Avian Flu Could Become Top ’08 Issue. Seriously.
While Washington, D.C., is consumed by issues ranging from the important (Iraq) to the downright petty (Tuesday’s apology by Illinois Democratic Sen. Dick Durbin), there’s something huge lurking out there to really worry about: infectious diseases.
The journal Foreign Affairs highlights the threat on the cover of its summer issue, asking whether we could be in for “The Next Pandemic?” The journal refers to the avian flu strain, H5N1, which has the potential to be “far more dangerous” than the Spanish flu that killed 50 million people worldwide in 1918 and 1919, including 675,000 in the United States.
[IMGCAP(1)]So far, avian flu has killed only 54 people in Asia, along with 100 million animals, mainly chickens. But that represents more than 50 percent of the people who contracted it. Spanish flu killed only 2 percent of patients.
According to Foreign Affairs, “Since it first appeared in southern China in 1997, the virus has mutated, becoming heartier and deadlier and killing a wider range of species.
“If the relentlessly evolving virus becomes capable of human-to-human transmission, develops a power of contagion typical of human influenzas and maintains its extraordinary virulence, humanity could well face a pandemic unlike any ever witnessed.”
The implication is that the death toll could be in the hundreds of millions, even a billion, given vulnerabilities in the under-developed world. A pandemic could crush the world economy.
And then, the article adds: “Or nothing could happen.”
The combined threat of infectious disease — the avian flu is just one of several menaces — plus bioterrorism presents a quandary for U.S. politicians. Do they urgently prepare for the worst, possibly wasting vast resources, or cross their fingers and hope that nothing happens?
In a remarkable June 1 speech at Harvard University, Senate Majority Leader Bill Frist (R-Tenn.) — a physician and presidential candidate — declared infectious diseases and bioterrorism “the single greatest threat to our safety and security today” and said fighting them will be the overriding purpose of his political future.
At the same time, Frist is being criticized for not moving aggressively enough to get new BioShield legislation passed, notably by Sen. Joe Lieberman (D-Conn.), who’s been driving the issue hard for years.
Frist and Lieberman are backing rival bills that offer tax, liability and other incentives to now-reluctant biotech companies to begin producing vaccines, diagnostics and therapies and to guarantee a market if they produce them.
Lieberman contends that his bill is more comprehensive, and his aides question whether Frist is pushing various Senate committees hard enough to get legislation enacted this year.
“You have a fascinating conflation of presidential politics and serious substance at work here,” said Chuck Ludlam, who’s retiring this week as a top Lieberman aide and former biotechnology lobbyist to join the Peace Corps.
“You have three presidential candidates interested in this issue,” he noted — Frist, Sen. Hillary Rodham Clinton (D-N.Y.) and Sen. Sam Brownback (R-Kan.), a co-sponsor of the Lieberman bill. “Whoever is out in front will look pretty good if the worst happens. Anyone who’s behind the curve will look like a dolt.
“There will be 9/11-style commissions all over the place and hundreds of Richard Clarkes testifying that they warned about what was coming and higher-ups didn’t listen,” he said, referring to the former White House counter-terrorism aide who charged that the Bush administration initially ignored al Qaeda.
Frist, clearly, is not ignoring the problem. In his lecture at Harvard, he said that national leaders “will not be able to look away from what could be coming soon — a front of unchecked and virulent epidemics, the potential of which could rise above your every other concern.”
“For what the world could soon face it did not see even in the great wars of the last century,” he said. “These epidemics … could be devastating beyond imagination.”
Frist said, “I propose an unprecedented effort, a ‘Manhattan Project for the 21st century’ to defend against destruction wreaked by infectious disease and biological weapons.
“I speak of substantial increases in support for fundamental research, medical education, emergency capacity and public health infrastructure … unleashing the private sector and unprecedented collaboration between government, industry and academia.”
He also proposed “creation of secure stores of treatments and vaccines and vast networks of distribution. I speak of action, without excuses, without exceptions, with the goal of protecting every American and the capability to help protect the people of the world.”
Frist declared that, “for some years, this should be the chief work of the nation, for the good reason that failing to make it so could risk the life of the nation and other nations the world over.”
After the 2001 anthrax attack, Congress passed BioShield legislation, funded at $5.6 billion, to buy drugs to fight various diseases. Frist acknowledged that the legislation leaves the country “woefully under-prepared.”
Whether a disease is spread by nature or by terrorists, Lieberman says, “we have essentially none of the diagnostics, therapeutics and vaccines we need to treat those who might be exposed or infected.
“If we don’t have these medicines, we are likely to see quarantines and panics, which will amplify the damage and disruption.” Clearly, this issue transcends Washington’s daily political games.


Exercise
Would you write out the entries again, exactly as they are, but without images?

⟨

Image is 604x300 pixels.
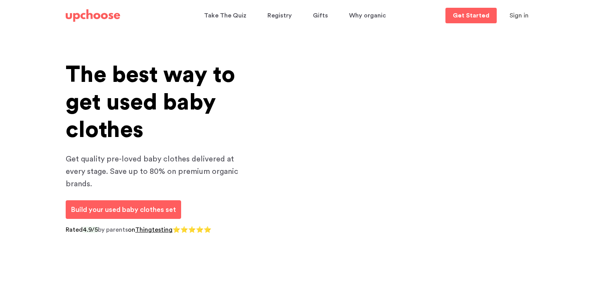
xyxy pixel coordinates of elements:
a: Registry [267,8,294,23]
span: Gifts [313,8,328,23]
button: Sign in [500,8,538,23]
span: Sign in [509,12,528,19]
a: Why organic [349,8,388,23]
a: Take The Quiz [204,8,249,23]
img: UpChoose [66,9,120,22]
a: Gifts [313,8,330,23]
span: on [128,227,135,233]
a: Build your used baby clothes set [66,200,181,219]
span: Registry [267,8,292,23]
p: Get Started [453,12,489,19]
p: by parents [66,225,252,235]
a: Thingtesting [135,227,173,233]
span: The best way to get used baby clothes [66,64,235,141]
p: Get quality pre-loved baby clothes delivered at every stage. Save up to 80% on premium organic br... [66,153,252,190]
span: Rated [66,227,83,233]
span: Why organic [349,8,386,23]
span: Build your used baby clothes set [71,206,176,213]
span: 4.9/5 [83,227,98,233]
a: Get Started [445,8,497,23]
span: ⭐⭐⭐⭐⭐ [173,227,211,233]
a: UpChoose [66,8,120,24]
p: Take The Quiz [204,9,246,22]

⟩

Response to this task
Image is 604x300 pixels.
xyxy pixel coordinates of elements:
a: Registry [267,8,294,23]
span: Gifts [313,8,328,23]
button: Sign in [500,8,538,23]
span: Sign in [509,12,528,19]
a: Why organic [349,8,388,23]
a: Take The Quiz [204,8,249,23]
img: UpChoose [66,9,120,22]
a: Gifts [313,8,330,23]
span: on [128,227,135,233]
a: Build your used baby clothes set [66,200,181,219]
span: Registry [267,8,292,23]
p: Get Started [453,12,489,19]
p: by parents [66,225,252,235]
a: Thingtesting [135,227,173,233]
span: The best way to get used baby clothes [66,64,235,141]
p: Get quality pre-loved baby clothes delivered at every stage. Save up to 80% on premium organic br... [66,153,252,190]
span: Rated [66,227,83,233]
span: Why organic [349,8,386,23]
span: Build your used baby clothes set [71,206,176,213]
span: 4.9/5 [83,227,98,233]
a: Get Started [445,8,497,23]
span: ⭐⭐⭐⭐⭐ [173,227,211,233]
a: UpChoose [66,8,120,24]
p: Take The Quiz [204,9,246,22]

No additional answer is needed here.